Vanity Fair examines why poetry is having a day in the sun during the crisis. Maybe if we just kept the world in constant peril, poetry would … oh, wait … it’s been in constant peril for decades now. Right. Well, maybe if we kept the capitalist system of indentured servitude disrupted long enough we could… Ah, nevermind. Let the Millennial and GenZ types handle it when they come to power. We GenX types just want to get on with writing and living. Hopefully the kids will remember us as the ones who were sensible during the apocalypse and will venerate us for just doing the things that were necessary to keep… HAHAHAHAHAHA… hahaha…. wooo!…. sniff…. I’m dying here…. lol…. I almost got through that.

Poems are shooting up like roadside daffodils: Richard Brautigan’s short poem, written in 1969, about feeling bad today appears in an Instagram story; Ada Limón’s “The End of Poetry” replicates on Twitter; a “poem train” email shows up in the inbox. The world-disordering pandemic has infused new collections, written years ago but publishing now, with topical significance. Joyelle McSweeney’s Toxicon and Arachne, published by Nightboat a month into America’s fight against the novel coronavirus, depicts a world of chemical spills and pestilence. Victoria Chang wrote Obit, a collection of obituary-style mourning poems out from Copper Canyon Press, in the weeks after her mother’s death; it serves as an extended meditation on loss, and those left behind. “ I always knew that grief was something I could smell,” she writes. “But I didn’t know that it’s not actually a noun but a verb. That it moves.”
“Poetry tends to hang out at points of transformation,” says musician and United States poet laureate Joy Harjo. “People may have not much interest in poetry at all or even read it much, but when a death happens in the family, or some other grief event, or marriage, or falling in love, or falling out of love, birth—people always turn to poetry.”
Already, poets are capturing this moment. On the first day of San Francisco’s shelter-in-place order, and one week after the publication of her new collection, Ledger (Knopf), Jane Hirshfield wrote “Today, When I Could Do Nothing,” about the gentle and possibly futile gesture of saving an ant as the world begins to crumble. Carol Ann Duffy, who served as Britain’s poet laureate from 2009 until 2019, is spearheading a project called Write Where We Are Now, in which she has asked fellow poets to create a “living record” of the pandemic.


### Work request
With the string "this" as the filter, copy each matching line from the records.

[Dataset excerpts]
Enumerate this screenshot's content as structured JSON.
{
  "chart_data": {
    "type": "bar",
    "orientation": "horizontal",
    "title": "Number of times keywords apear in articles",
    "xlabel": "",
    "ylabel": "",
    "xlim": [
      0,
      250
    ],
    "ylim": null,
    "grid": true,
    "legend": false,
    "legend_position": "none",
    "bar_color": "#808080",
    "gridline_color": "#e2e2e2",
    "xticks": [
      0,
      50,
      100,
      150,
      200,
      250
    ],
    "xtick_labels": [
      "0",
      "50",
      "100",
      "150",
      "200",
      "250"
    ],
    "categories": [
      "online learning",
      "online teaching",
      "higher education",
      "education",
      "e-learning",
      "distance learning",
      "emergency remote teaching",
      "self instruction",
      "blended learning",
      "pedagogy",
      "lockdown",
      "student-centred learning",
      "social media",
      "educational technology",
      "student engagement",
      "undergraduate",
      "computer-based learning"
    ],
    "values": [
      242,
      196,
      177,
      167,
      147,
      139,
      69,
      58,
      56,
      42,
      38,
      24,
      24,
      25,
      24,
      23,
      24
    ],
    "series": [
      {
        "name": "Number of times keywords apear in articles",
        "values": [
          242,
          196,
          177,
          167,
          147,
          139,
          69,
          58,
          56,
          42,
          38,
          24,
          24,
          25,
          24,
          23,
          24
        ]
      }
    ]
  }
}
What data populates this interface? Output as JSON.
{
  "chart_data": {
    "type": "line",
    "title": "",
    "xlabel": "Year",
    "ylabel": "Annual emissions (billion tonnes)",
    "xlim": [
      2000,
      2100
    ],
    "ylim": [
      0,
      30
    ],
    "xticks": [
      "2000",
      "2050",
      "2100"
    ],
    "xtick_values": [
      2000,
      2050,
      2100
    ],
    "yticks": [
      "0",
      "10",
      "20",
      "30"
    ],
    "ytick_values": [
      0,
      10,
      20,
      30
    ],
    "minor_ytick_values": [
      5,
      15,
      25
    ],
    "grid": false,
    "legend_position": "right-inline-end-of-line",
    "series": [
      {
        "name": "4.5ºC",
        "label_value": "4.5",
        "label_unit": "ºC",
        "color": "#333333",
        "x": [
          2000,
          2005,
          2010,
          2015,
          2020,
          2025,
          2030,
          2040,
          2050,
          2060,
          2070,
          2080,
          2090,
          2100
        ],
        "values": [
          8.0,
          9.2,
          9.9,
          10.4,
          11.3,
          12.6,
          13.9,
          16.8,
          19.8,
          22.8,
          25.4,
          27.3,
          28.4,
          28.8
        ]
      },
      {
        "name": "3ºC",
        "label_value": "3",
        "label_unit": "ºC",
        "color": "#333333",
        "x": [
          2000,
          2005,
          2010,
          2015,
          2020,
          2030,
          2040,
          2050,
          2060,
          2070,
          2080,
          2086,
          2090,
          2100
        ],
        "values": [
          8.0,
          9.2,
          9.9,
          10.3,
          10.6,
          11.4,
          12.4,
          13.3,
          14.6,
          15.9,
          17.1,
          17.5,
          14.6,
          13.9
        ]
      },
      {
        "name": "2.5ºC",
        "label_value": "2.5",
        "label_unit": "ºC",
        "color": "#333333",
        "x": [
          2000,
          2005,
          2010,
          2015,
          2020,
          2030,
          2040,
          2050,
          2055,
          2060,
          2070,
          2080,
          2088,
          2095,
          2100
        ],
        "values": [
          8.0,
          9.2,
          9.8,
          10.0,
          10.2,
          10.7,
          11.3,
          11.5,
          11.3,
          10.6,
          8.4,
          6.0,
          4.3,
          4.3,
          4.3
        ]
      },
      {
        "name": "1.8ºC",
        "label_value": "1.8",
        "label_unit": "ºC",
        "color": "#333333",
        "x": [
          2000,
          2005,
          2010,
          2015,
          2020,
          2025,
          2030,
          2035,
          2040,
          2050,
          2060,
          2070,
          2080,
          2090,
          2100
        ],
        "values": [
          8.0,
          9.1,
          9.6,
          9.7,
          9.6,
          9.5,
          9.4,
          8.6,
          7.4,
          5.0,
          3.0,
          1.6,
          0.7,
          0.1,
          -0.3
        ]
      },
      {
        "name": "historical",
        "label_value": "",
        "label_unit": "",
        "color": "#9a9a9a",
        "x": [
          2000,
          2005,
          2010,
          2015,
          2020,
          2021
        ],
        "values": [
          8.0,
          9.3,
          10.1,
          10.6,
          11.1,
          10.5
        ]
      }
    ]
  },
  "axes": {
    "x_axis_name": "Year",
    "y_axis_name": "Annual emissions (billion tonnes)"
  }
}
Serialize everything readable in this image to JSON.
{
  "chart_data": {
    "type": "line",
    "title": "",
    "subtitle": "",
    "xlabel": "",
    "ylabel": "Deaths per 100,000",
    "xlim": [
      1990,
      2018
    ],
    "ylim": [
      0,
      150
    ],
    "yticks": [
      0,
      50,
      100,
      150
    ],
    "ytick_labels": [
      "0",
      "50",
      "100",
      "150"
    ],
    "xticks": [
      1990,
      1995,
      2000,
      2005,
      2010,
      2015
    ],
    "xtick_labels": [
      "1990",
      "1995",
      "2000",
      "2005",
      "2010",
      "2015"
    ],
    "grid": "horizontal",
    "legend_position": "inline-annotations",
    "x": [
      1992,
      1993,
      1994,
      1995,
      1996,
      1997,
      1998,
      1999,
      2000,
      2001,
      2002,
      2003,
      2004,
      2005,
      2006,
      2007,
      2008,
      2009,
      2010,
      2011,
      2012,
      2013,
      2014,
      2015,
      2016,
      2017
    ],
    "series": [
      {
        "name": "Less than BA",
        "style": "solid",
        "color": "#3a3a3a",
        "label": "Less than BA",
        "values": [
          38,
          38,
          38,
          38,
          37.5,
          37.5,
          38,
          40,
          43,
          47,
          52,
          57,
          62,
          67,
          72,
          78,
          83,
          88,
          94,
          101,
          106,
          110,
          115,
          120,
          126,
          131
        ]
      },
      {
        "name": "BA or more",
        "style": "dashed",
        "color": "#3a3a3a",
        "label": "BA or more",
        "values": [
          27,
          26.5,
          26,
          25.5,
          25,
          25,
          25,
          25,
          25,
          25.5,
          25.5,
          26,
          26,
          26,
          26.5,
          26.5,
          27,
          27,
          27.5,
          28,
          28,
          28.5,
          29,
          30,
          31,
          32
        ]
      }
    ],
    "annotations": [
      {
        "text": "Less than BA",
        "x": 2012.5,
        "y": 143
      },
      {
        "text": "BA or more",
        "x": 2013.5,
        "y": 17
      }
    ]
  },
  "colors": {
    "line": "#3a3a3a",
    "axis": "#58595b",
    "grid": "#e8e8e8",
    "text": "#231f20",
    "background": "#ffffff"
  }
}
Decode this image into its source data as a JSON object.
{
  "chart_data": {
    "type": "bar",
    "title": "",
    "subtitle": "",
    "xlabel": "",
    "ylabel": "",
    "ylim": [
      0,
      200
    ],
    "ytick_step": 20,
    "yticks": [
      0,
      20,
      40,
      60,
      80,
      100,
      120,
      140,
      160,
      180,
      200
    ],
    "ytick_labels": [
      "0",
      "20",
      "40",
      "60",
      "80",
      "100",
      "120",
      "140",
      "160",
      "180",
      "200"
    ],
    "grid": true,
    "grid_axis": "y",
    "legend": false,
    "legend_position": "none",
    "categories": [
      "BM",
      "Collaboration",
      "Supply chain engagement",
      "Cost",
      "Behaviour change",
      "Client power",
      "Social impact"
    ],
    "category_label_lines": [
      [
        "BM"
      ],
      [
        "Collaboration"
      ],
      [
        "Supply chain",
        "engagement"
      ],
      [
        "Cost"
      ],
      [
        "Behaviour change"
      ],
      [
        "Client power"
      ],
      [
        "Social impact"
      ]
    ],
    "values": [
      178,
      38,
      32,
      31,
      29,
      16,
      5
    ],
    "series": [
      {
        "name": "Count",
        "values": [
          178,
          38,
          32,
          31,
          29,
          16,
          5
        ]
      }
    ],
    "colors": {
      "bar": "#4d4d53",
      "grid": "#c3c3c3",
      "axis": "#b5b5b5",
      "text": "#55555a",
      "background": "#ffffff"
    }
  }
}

### Exercise output
Enumerate this screenshot's content as structured JSON.
What data populates this interface? Output as JSON.
Serialize everything readable in this image to JSON.
Decode this image into its source data as a JSON object.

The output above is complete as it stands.